Costumes tell what text cannot
Teal, pink and yellow dresses, some homemade and some from the Utah Shakespeare Festival, were stretched across tables and standing upright on mannequins while USU graduate and undergraduate students inspected each outfit’s separate pieces with needles in hand.
One student, Bethany Deal, working toward a master of fine arts degree, carried a pair of pinstriped, fall-front trousers, prepping them for USU’s upcoming production of “Pirates of Penzance,” while waiting for an appointment with an actor who needed a beard fitting.
“I just had a fitting with the guy who is playing Frederic — his name is Chris Carter,” said Deal, as she opened the top of the pants to see how they were put on.
With a few days to put finishing touches on the costumes before the first dress rehearsal, the Costume Shop on the east side of the Chase Fine Arts Center was full of practicum and work study students collaborating to make deadlines. “Pirates of Penzance” calls for 2-3 costumes per person with a cast of 30 players.
The final week before a show is called “tech week” in the Costume Shop, Deal said, or, in her terms, “hell week.” During this week, as many as 20 people are busy with projects at a time, and it’s easy to bump into those working nearby, she said.
“Skills are important at this point,” Deal said. “Those who are the weakest link slow down the process. If we had no one who knew how to pattern, we couldn’t get anything done.”
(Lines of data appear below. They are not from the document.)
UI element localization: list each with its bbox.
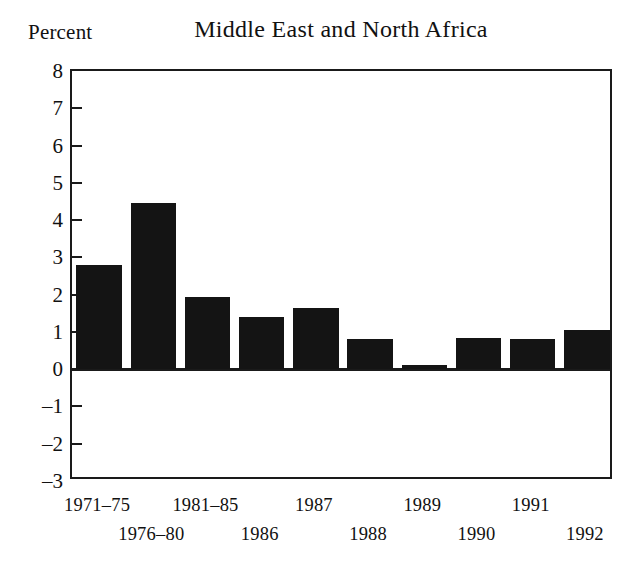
y-tick-label: 4 — [53, 208, 64, 233]
bar — [402, 365, 447, 369]
x-tick-label: 1991 — [512, 495, 550, 516]
x-tick-label: 1971–75 — [64, 495, 130, 516]
bar — [347, 339, 392, 369]
y-tick-label: 5 — [53, 170, 64, 195]
bar — [564, 330, 609, 369]
y-tick-label: 3 — [53, 245, 64, 270]
bar — [456, 338, 501, 370]
y-tick-label: 7 — [53, 96, 64, 121]
bar — [131, 203, 176, 369]
x-tick-label: 1992 — [566, 524, 604, 545]
y-tick-label: 2 — [53, 282, 64, 307]
y-tick-label: –2 — [42, 431, 63, 456]
y-tick-label: –1 — [42, 394, 63, 419]
x-tick-label: 1981–85 — [172, 495, 238, 516]
bar — [293, 308, 338, 370]
y-tick-label: 1 — [53, 319, 64, 344]
chart-title: Middle East and North Africa — [70, 16, 612, 43]
y-tick-label: 8 — [53, 59, 64, 84]
bar — [510, 339, 555, 369]
plot-area: 876543210–1–2–3 — [70, 69, 612, 479]
bar — [239, 317, 284, 369]
x-tick-label: 1990 — [458, 524, 496, 545]
y-tick-label: –3 — [42, 469, 63, 494]
x-tick-label: 1989 — [403, 495, 441, 516]
bar — [76, 265, 121, 369]
chart-figure: Percent Middle East and North Africa 876… — [0, 0, 636, 561]
y-tick-label: 6 — [53, 133, 64, 158]
x-tick-label: 1976–80 — [118, 524, 184, 545]
bar-series — [72, 71, 610, 477]
x-axis-labels: 1971–751976–801981–851986198719881989199… — [70, 479, 612, 561]
x-tick-label: 1988 — [349, 524, 387, 545]
x-tick-label: 1986 — [241, 524, 279, 545]
bar — [185, 297, 230, 370]
x-tick-label: 1987 — [295, 495, 333, 516]
y-tick-label: 0 — [53, 357, 64, 382]
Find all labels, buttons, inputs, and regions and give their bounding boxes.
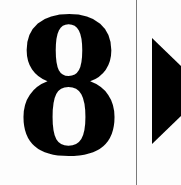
- sign-panel: 8: [0, 0, 181, 185]
- divider: [136, 0, 137, 185]
- play-arrow-right-icon: [152, 38, 181, 144]
- digit-label: 8: [14, 0, 124, 178]
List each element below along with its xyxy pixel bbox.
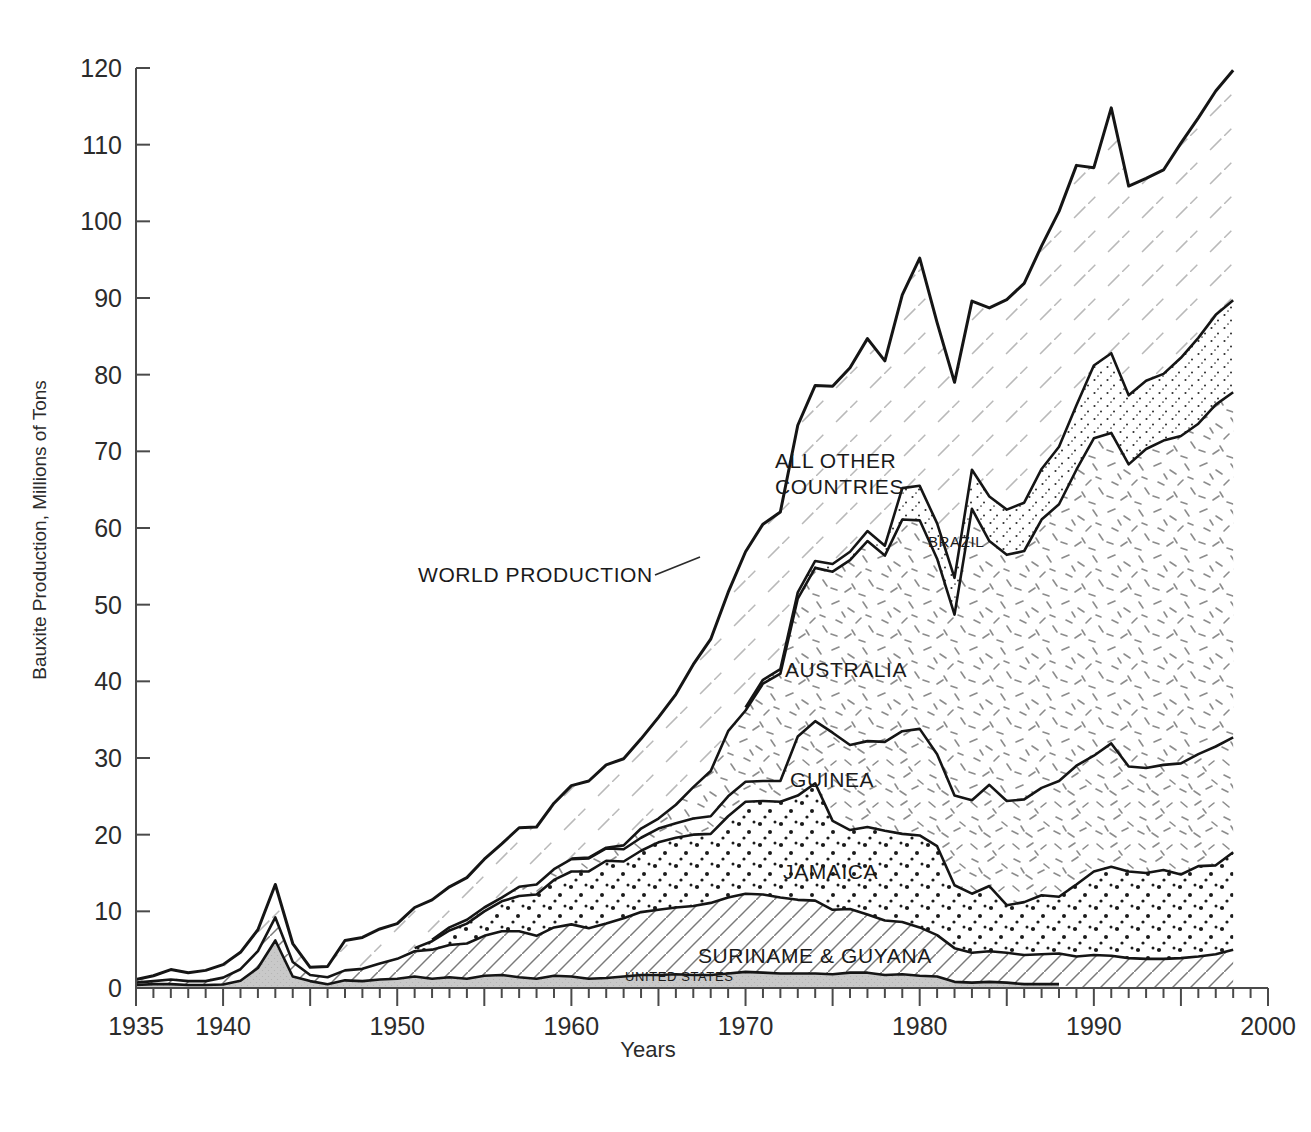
y-tick-label: 10 [94, 897, 122, 925]
y-tick-label: 80 [94, 361, 122, 389]
y-tick-label: 60 [94, 514, 122, 542]
brazil-label: BRAZIL [928, 533, 984, 550]
x-tick-label: 2000 [1240, 1012, 1296, 1040]
y-tick-label: 110 [82, 131, 122, 159]
y-tick-label: 20 [94, 821, 122, 849]
guinea-label: GUINEA [790, 768, 874, 791]
y-tick-label: 40 [94, 667, 122, 695]
chart-canvas: 0102030405060708090100110120 19351940195… [0, 0, 1311, 1132]
x-tick-label: 1970 [718, 1012, 774, 1040]
australia-label: AUSTRALIA [785, 658, 907, 681]
x-tick-label: 1950 [369, 1012, 425, 1040]
y-tick-label: 0 [108, 974, 122, 1002]
all-other-countries-label-line2: COUNTRIES [775, 475, 904, 498]
y-tick-label: 70 [94, 437, 122, 465]
y-tick-label: 120 [80, 54, 122, 82]
bauxite-production-stacked-area-chart: 0102030405060708090100110120 19351940195… [0, 0, 1311, 1132]
x-tick-label: 1980 [892, 1012, 948, 1040]
y-tick-label: 90 [94, 284, 122, 312]
jamaica-label: JAMAICA [783, 860, 878, 883]
x-tick-label: 1960 [544, 1012, 600, 1040]
united-states-label: UNITED STATES [625, 969, 733, 984]
all-other-countries-label-line1: ALL OTHER [775, 449, 896, 472]
y-tick-label: 50 [94, 591, 122, 619]
y-tick-label: 100 [80, 207, 122, 235]
x-tick-label: 1940 [195, 1012, 251, 1040]
suriname-guyana-label: SURINAME & GUYANA [698, 944, 932, 967]
x-tick-label: 1990 [1066, 1012, 1122, 1040]
x-axis-title: Years [620, 1037, 675, 1062]
x-tick-label: 1935 [108, 1012, 164, 1040]
y-axis-title: Bauxite Production, Millions of Tons [29, 380, 50, 680]
y-tick-label: 30 [94, 744, 122, 772]
world-production-label: WORLD PRODUCTION [418, 563, 653, 586]
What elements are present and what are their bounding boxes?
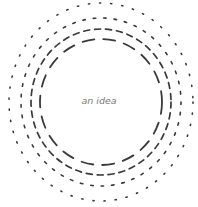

The Costume Shop has existed since the building was constructed in 1968, costume designer Nancy Hills said.
Now, award-winning costumes come out of the Costume Shop almost every year, Deal said.
Designing costumes is therapeutic, Hills said, the way some household chores can be therapeutic. But her love for costume design runs deeper, and the Costume Shop has facilitated a space for her to make hundreds of design sketches become real.
“Costumes are storytelling,” Hills said behind small stacks of her recent costume sketches. “When you look at the character you need to know about them. You know. Who? What? When? Where? You can help tell that story.”
Theatre arts department head, Kenneth Risch said costumes reveal truths about characters that cannot be found in the script.
“Just as the way a person dresses in real life, what a person wears in theater reveals a lot about who a character is — inside or outside,” Risch said.
Part of that storytelling requires detailing the costumes, whether that means fraying, tearing or rubbing shoe polish on the garment, Hills said. The Costume Shop is lined with organizing drawers and tubs full of supplies students may need to alter the original garments, which personalizes them to characters’ situations. Hills said to make new costumes look worn, she will rub shoe polish into the fabric or scrape the fabric with sandpaper.
“I have a passion for 18th-century anything. I’ve done a lot of research on the military … on Army and Navy uniforms,” Hills said. “I saw British redcoats in Europe … and then you have to think, ‘How could I make clothes look like this?’ Because (soldiers) were wearing them for months and months.”
In this shop, thousands of costumes have come to life in this way and hundreds hang in a room just downstairs from the work space. The storage room is brimming with garments, from flapper dresses to royal velvet robes to 19th-century Gibson Girl get-ups. The clothing racks tower over those who enter, and at the back of the room is a black freight elevator that safely transports costumes up to the Costume Shop’s workspace.
“Our stock is exploding; we need to purge,” Deal said as she walked through a narrow aisle lined with piles of costumes that resembled fabric walls.
Deal said there was an incident in which Hills had a rack of costumes fall on top of her. Though she screamed, no one could hear her since sound in the storage room hardly travels because of the thick costume barricades. She was later able to escape the heap of clothing that fell on top of her, Deal said.
Odds and ends, such as pantyhose, bras, shoulder pads and cummerbunds, are kept in the Costume Shop’s work space to use in fittings.
“Organization is key,” Deal said. “If we don’t label the costumes right we’ll ask ‘Who does this go to?’ At the same time, it needs to be an open, free and friendly space. If not, it will stifle creativity.”
Because the Costume Shop has a large collection of garments, Hills said she can pull costumes for an entire show without making anything new. Some local groups rely on USU’s Costume Shop to dress characters in their productions but for a price. The Old Lyric Repertory Company, the Utah Festival Opera & Musical Theatre, and Weber State University’s theater program are a few of the groups who pay rental fees to use USU’s original costumes.
Ultimately, the costumes are well crafted, Hills said, but the final pieces are not created without a learning curve.
“Sometimes it’s hard to make students understand the leap between making the piece and learning how they tell a story — learning how to put it into this scenic melting pot,” she said.
After students finish the costumes they have been working on, Hills said the pieces become priceless treasures to the department.